BOKAMOSO | ANC leaders must now choose between Uncle Kathy’s principles and his party

01 Apr 2017 in News

On Friday we South Africans woke up to another country. South Africa is now a de facto kleptocracy. Jacob Zuma’s mafia, run by the Godfather Guptas, has taken control of our Treasury. They have fired the most competent protectors of our national purse, Finance Minister Pravin Gordhan and Deputy Finance Minister Mcebisi Jonas, and replaced them with Malusi Gigaba, a sycophant who will hand them the keys to our Treasury, and Sfiso Buthelezi, possibly a compromise appointment, respectively. It was the last desperate gamble of a man with a Gupta gun to his head. Or perhaps a Russian nuclear gun. Mr Zuma is a disgraceful man. He cares nothing at all for the poor and vulnerable, still less for our constitution. He is irretrievably captured by self-serving interests. But they have underestimated us, the people of South Africa. We won’t go down without a fight. And the DA has taken this fight to where it belongs, the National Assembly.

On Thursday, the DA tabled a Motion of No Confidence in President Zuma. This gives ANC leaders one last opportunity to do the right thing. After all, it is the ANC who chooses our president. At all times, he serves only at their behest. The ANC National Executive Committee could remove him today, as they could have removed him on any day since 9 May 2009. But those leaders within the ANC who oppose Zuma and who are not caught up in his parasitic patronage network are in the minority. That much was evident after their failed bid to remove him as President of South Africa during protracted ANC NEC deliberations in December last year. And yet it is important to understand that it is well within their power to fire him. But they will have to find the courage to do so in the broad light of day, in our legislature, where those who want to put South Africa first are in the majority.

This means that these ANC leaders will have to vote with South Africa and against the ANC. Today we call on them to rise to the challenge of true leadership. We call on them to put aside personal and party considerations and act in the public interest. Even if only about 50 or 60 out of a total of 249 ANC Members of Parliament support the motion, it will be enough to force Jacob Zuma to resign, since virtually all 151 opposition MPs will vote against Jacob Zuma’s continued presidency. All that is required to remove him is a simple majority of 201 MPs to support the motion.

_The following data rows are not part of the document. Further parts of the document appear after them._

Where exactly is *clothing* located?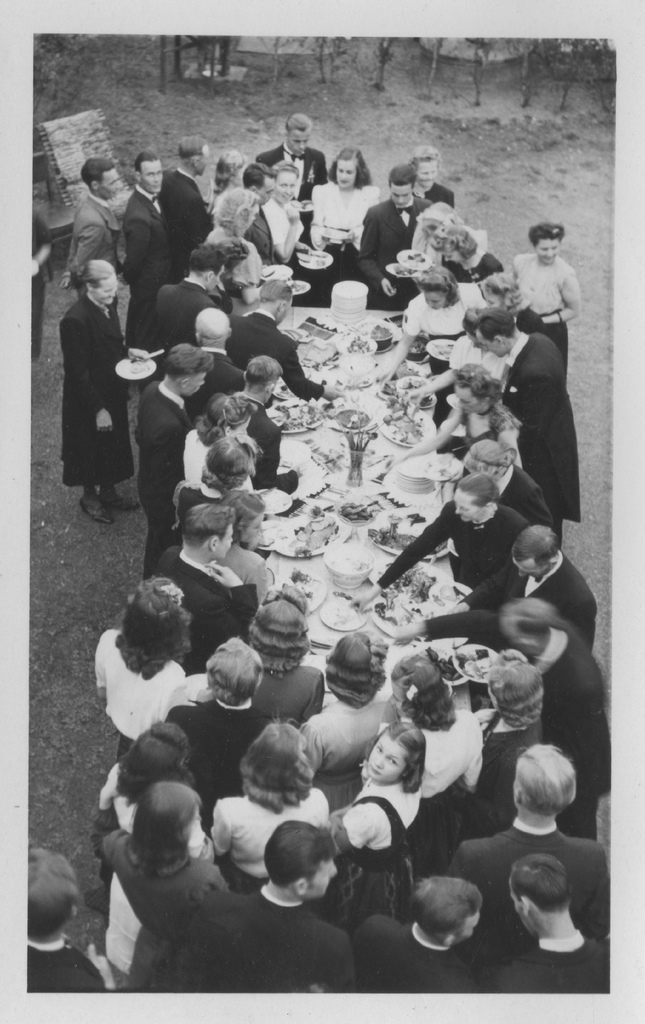
Its bounding box is [x1=216, y1=545, x2=268, y2=605].
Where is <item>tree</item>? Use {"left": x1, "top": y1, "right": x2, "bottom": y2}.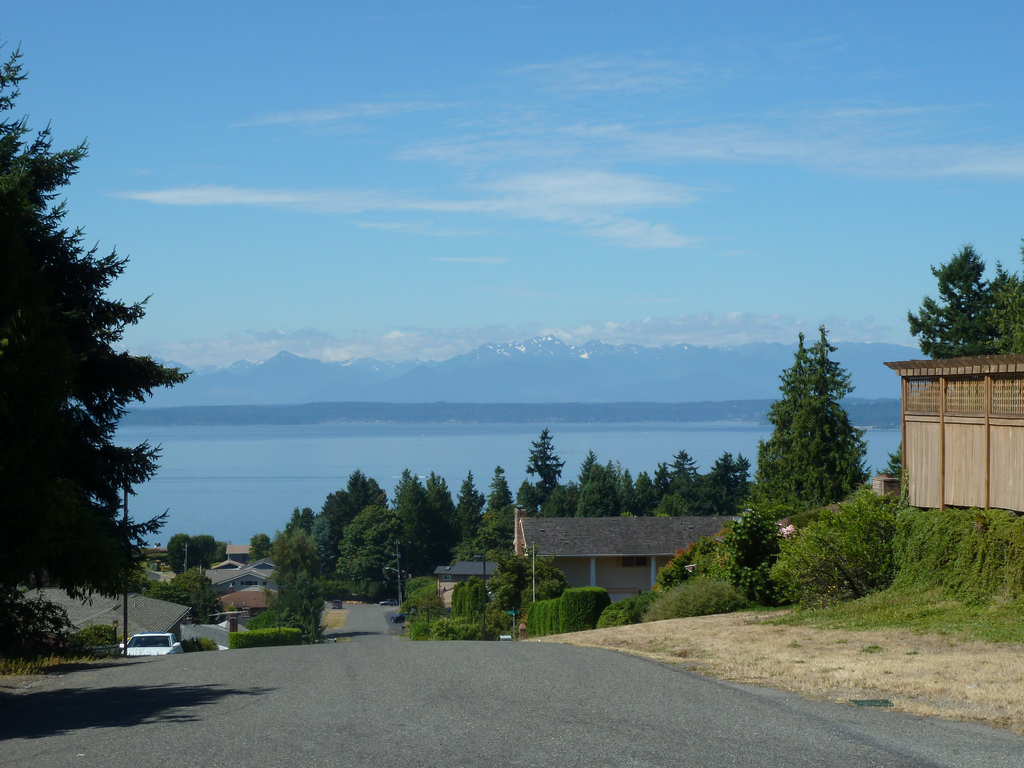
{"left": 705, "top": 449, "right": 744, "bottom": 513}.
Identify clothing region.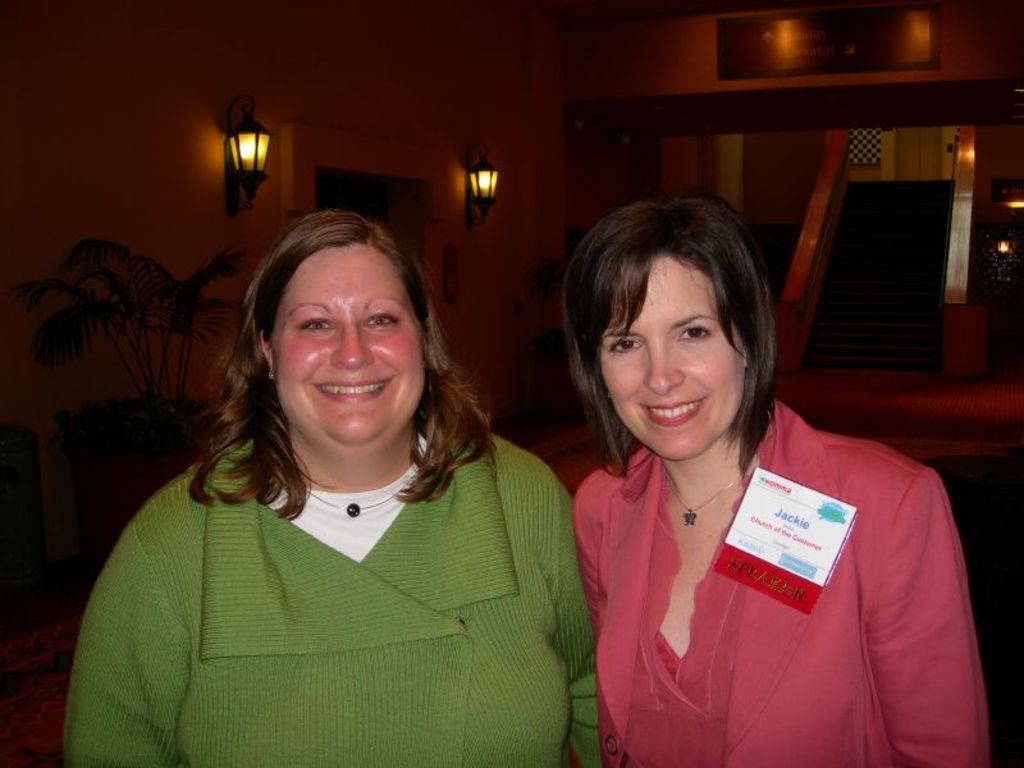
Region: crop(63, 407, 598, 767).
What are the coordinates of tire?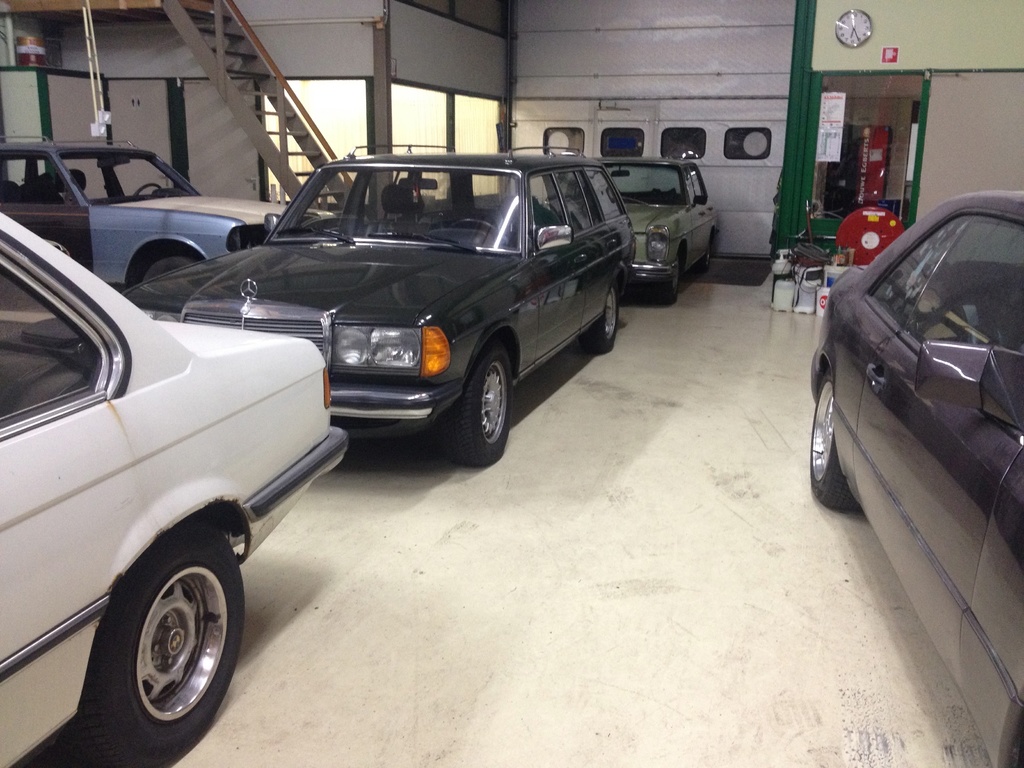
{"x1": 583, "y1": 280, "x2": 621, "y2": 352}.
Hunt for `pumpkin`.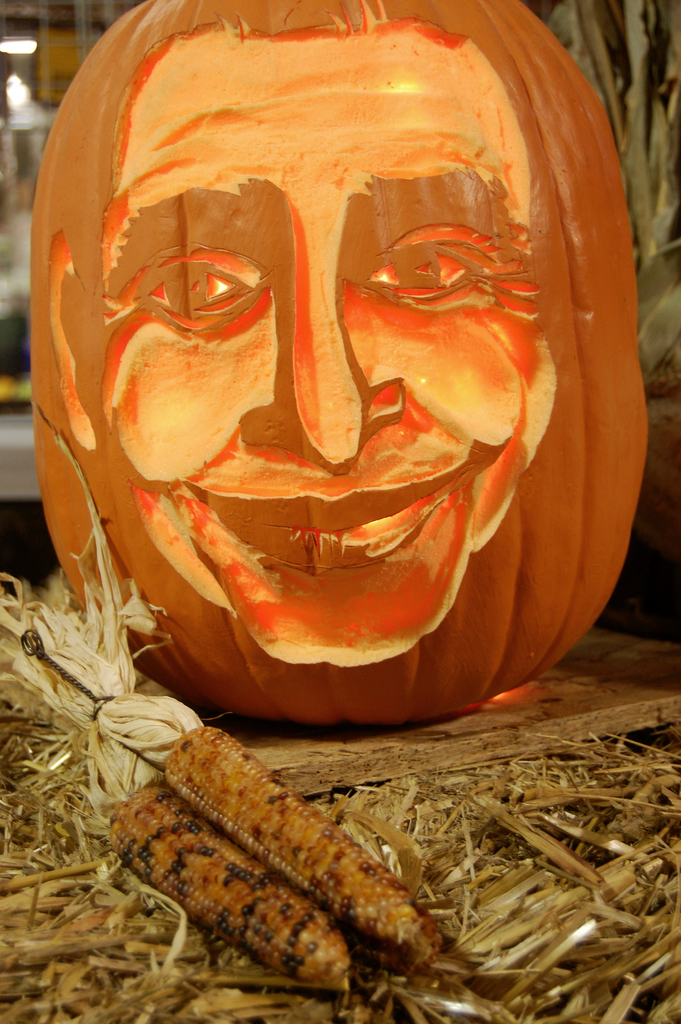
Hunted down at select_region(29, 0, 653, 732).
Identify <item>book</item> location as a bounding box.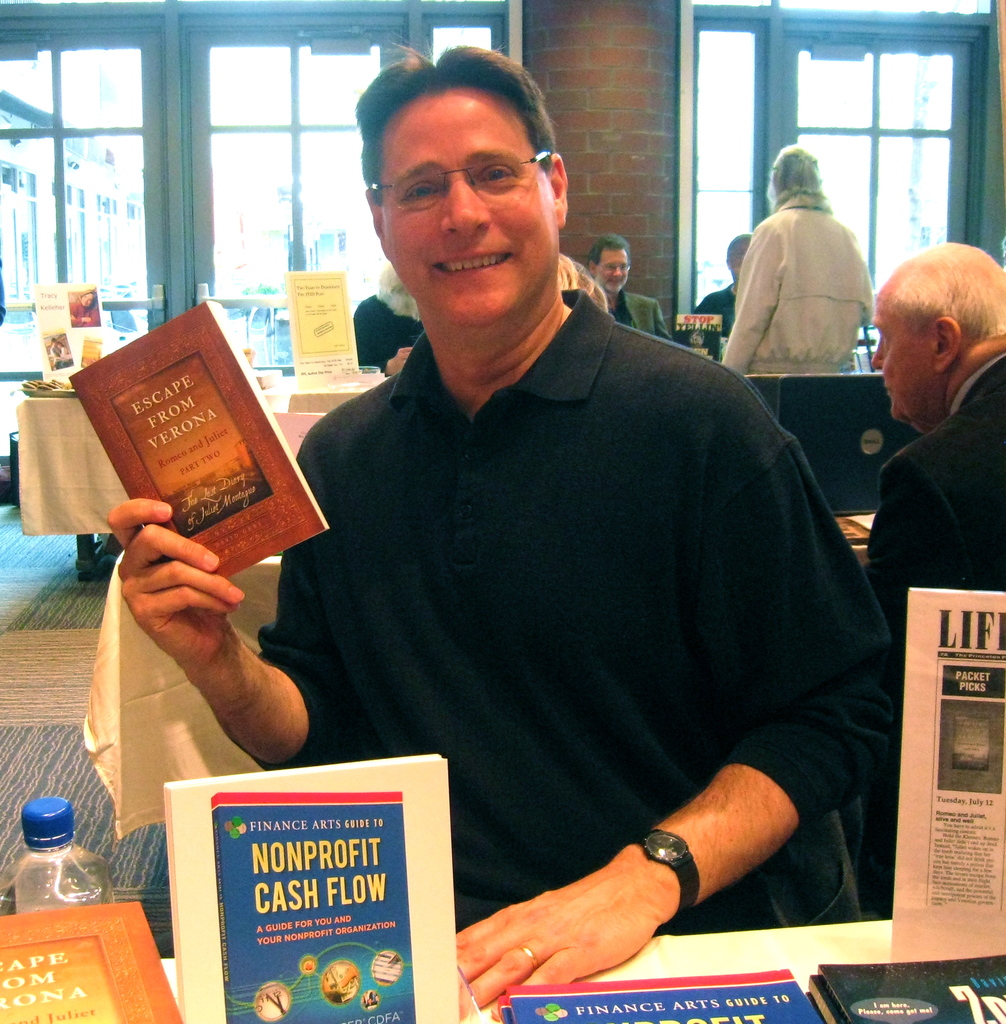
156, 749, 469, 1023.
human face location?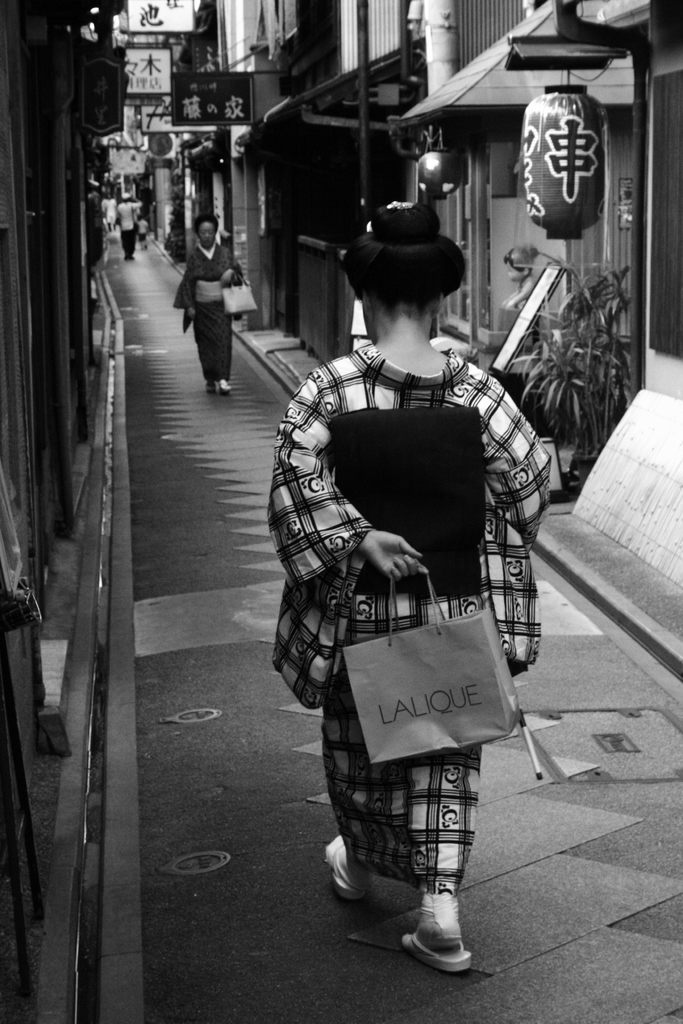
196, 217, 218, 244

That, and for these ANC leaders to do the right thing. In this, they can draw inspiration from a true South African leader who left us this week. Struggle stalwart Ahmed Kathrada was the embodiment of courage, integrity, selflessness and wisdom. He put the greater good ahead of individual and party political considerations. These are the values that carried South Africa to a peaceful resolution in 1994. And these are the values that must unite South African leaders today in our time of crisis, so that we can tackle our real enemies: poverty and unemployment.

Like his fellow struggle companions, Ahmed Kathrada resonated at an exceptionally high level of consciousness. This has generated a deep sense of loss in all of us. Subconsciously, we feel the powerful gravitational pull of his principles. It was visceral at his funeral on Wednesday, which was not an ANC gathering but rather a gathering of those loyal to his values. There is much to mourn. Not only the man, but the ANC he knew and loved, are gone.

But his values live on and it is loyalty to those values rather than to the current ANC, that holds the solution to our crisis. Uncle Kathy himself realised this. Torn between loyalty to the ANC, and loyalty to South Africa, he chose the latter. In an open letter he penned to President Jacob Zuma after the Constitutional Court judgement on Nkandla last year which found the President to have violated his oath of office, Uncle Kathy wrote and former President Kgalema Motlanthe read at his funeral:

“I have always maintained a position of not speaking out publicly about any difference I may harbour against my leaders and my organisation, the ANC. I would only have done so when I thought that some important organisational matters compel me to raise my concerns.

Today I have decided to break with that tradition. The position of President is one that must at all times unite this country behind a vision and programme that seeks to make tomorrow a better day than today for all South Africans. It is a position that requires the respect of all South Africans, which of course must be earned at all time.

And bluntly, if not arrogantly, in the face of such persistently widespread criticism, condemnation and demand, is it asking too much to express the hope that you will choose the correct way that is gaining momentum, to consider stepping down.”

Each one of the current ANC leaders who hold Kathrada’s values dear have a last chance to make the same choice between the ANC and South Africa, between party and principle, if they truly seek to make tomorrow a better day than today for all South Africans. We know that Zuma will not step down, but the popular movement against him has enormous momentum and firing him is indeed the “correct way” to go, the right thing to do. Uncle Kathy and his ANC are gone, but his values are timeless and all-powerful. They will see us through.